An example from the jQuery source code:
_jQuery = window.jQuery,
_$ = window.$,
I believe all of the big frameworks do it this way. I'd consider it perfectly acceptable to pollute the global namespace with one container variable.
You can also do (in global context):
(function(lib) {
// in here, lib references window.MyApplication
...
}(MyApplication));
So you can easily change the object passed in.
I have a fairly large script that contains about 60 global variables. I'm thinking about using the namespace pattern to encapsulate my script and have only one global variable that references one object.
Even though this pattern is considered best practice, I'm also thinking about an alternative: storing the global variables inside the DOM, in hidden divs, and accessing them with $('#MyGlobalVar1').text(). Is this a good idea or not?
Thanks for your suggestions.
No, this is not a good idea.
It pollutes the DOM with non-semantic data, and is less efficient as well. That's even worse than polluting the global JS namespace, and worse still, it only allows you to store strings.
Even if I would recommend you to use a namespace object to hold and reference your data, you can simply put an outer self-invoking function around your code to prevent clobbering the global object.
So you go from
var global1 = true,
global2 = true;
into
(function() {
var global1 = true,
global2 = true;
// rest of all app logic
}());
Beyond that, since you're using jQuery you also might to use jQuerys .data() method. It's designed to reference data for a specific node, but it's internally stored into an ECMAscript object also.
So I'm working with WordPress and just spend an hour tracking down an issue between two plugins. They both use the same javascript variable 'd' but for different objects, so I had to change one of them to 'e', but those changes will be lost if the plugin ever updates.
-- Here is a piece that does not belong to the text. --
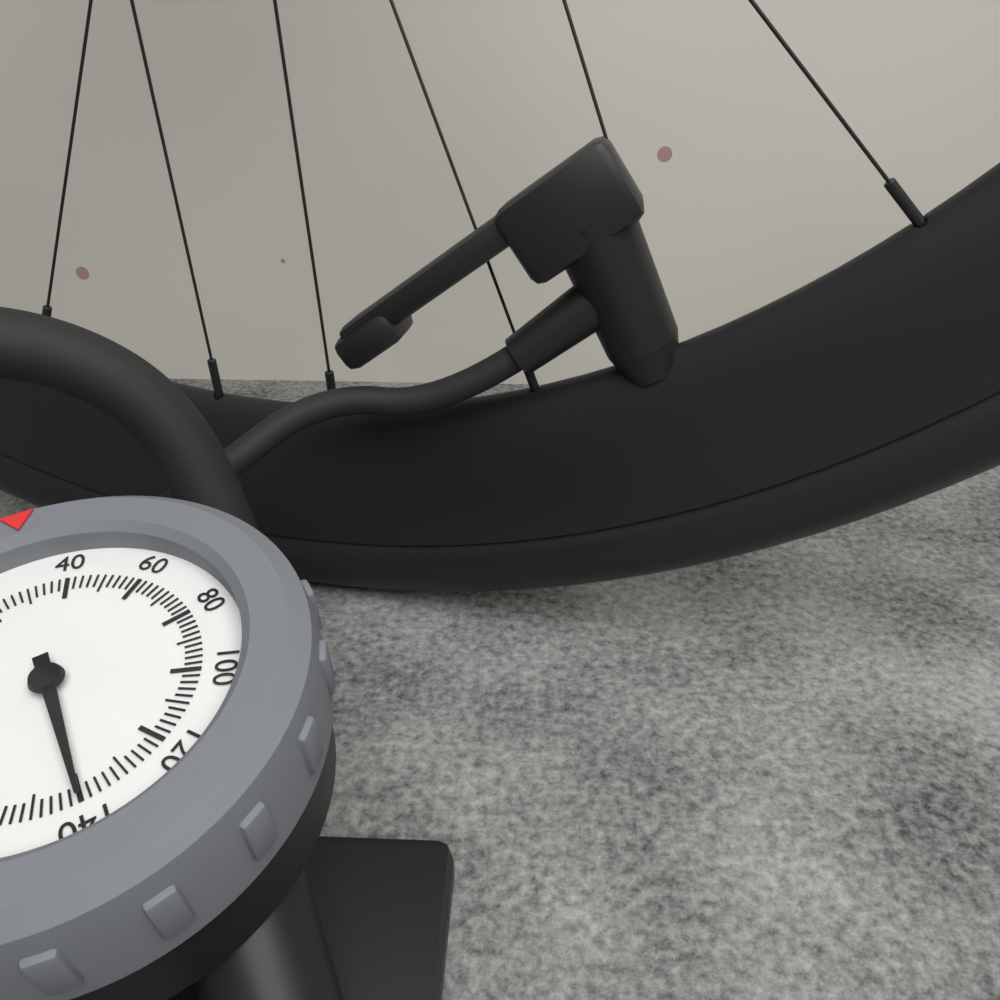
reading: 140 psi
There's thousands of plugins for WordPress, it's no surprise that programmers are using the same variables. Is there a way to prevent your own variables from being accidentally overwritten?
You can wrap your code with a function expression:
(function(){
var e = 1;
}())
In the code above, nothing outside the function can touch your variables and your variables don't destroy other global variables of the same name.
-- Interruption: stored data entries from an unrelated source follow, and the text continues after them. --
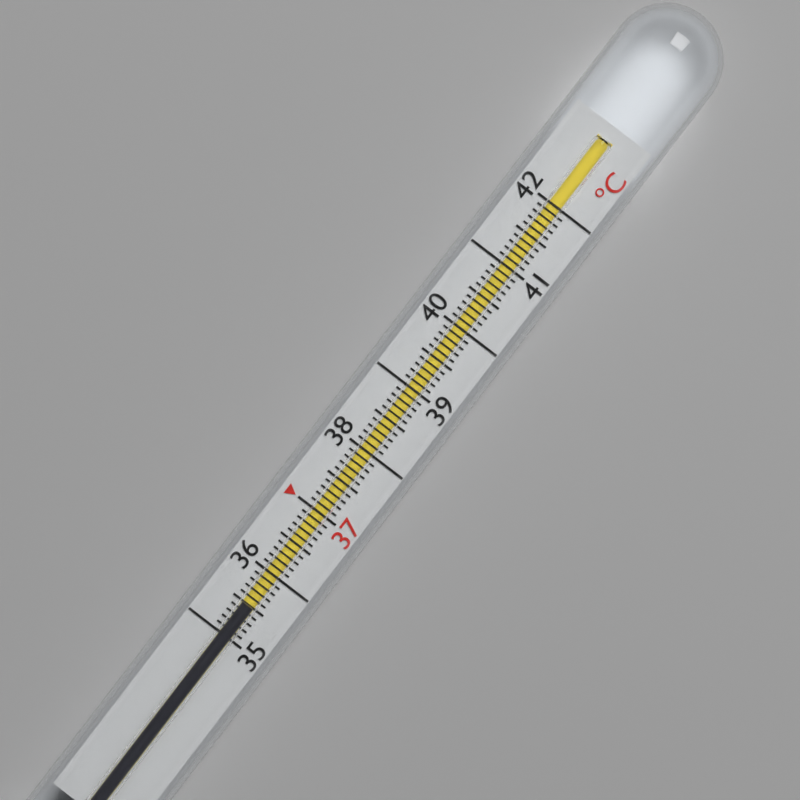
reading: 35.5 °C
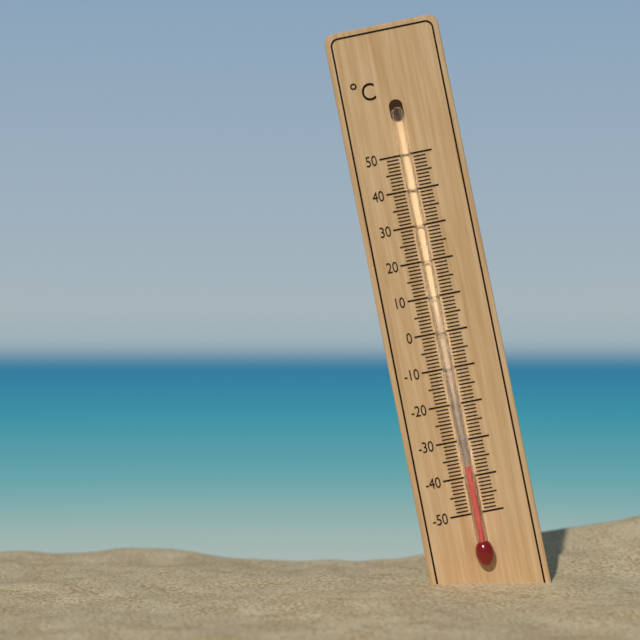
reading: -37 °C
Just remember that since your variables are not visible outside the function, all of your code that refers to them must also be inside it.
The best practice is to use javascript namespaces.
var myApp = {}
myApp.id = 0;
Nowdays, i create a .js file with a lot of functions and then I link it to my html pages. That's working but I want to know what's the best way (good practices) to insert js in my pages and avoid conflicts with scope...
Thank you.
You could wrap them in an anonymous function like:
(function(){ /* */ })();
However, if you need to re-use all of the javascript functions you've written elsewhere (in other scripts), you're better off creating a single global object on which they can be accessed. Either like:
var mySingleGlobalObject={};
mySingleGlobalObject.someVariable='a string value';
mySingleGlobalObject.someMethod=function(par1, par2){ /* */ };
or the alternative, shorter syntax (which does the same thing):
var mySingleGlobalObject={
someVariable:'a string value',
someMethod:function(par1, par2){ /* */ }
};
This can then be accessed later from other scripts like:
mySingleGlobalObject.someMethod('jack', 'jill');
A simple idea is to use one object that represents your namespace:
var NameSpace = {
Person : function(name, age) {
}
};
var jim= new NameSpace.Person("Jim", 30);
The best way is to create a new scope and execute your code there.
(function(){
//code here
})();
This is best used when the global scope is accessed at a minimum.
Basically, this defines an anonymous function, gives it a new scope, and calls it.
It's perhaps not the BEST way, but a lot of PHP systems (I'm looking at you, Drupal) take the name of their particular plugin and prepend it to all their function names. You could do something similar, adding the name of your capability to your function names - "mything_do_action()"
Alternately, you could take a more "OO" approach, and create an object that encapsulates your capability, and add all your functions as member functions on IT. That way, there's only one thing in global scope to worry about.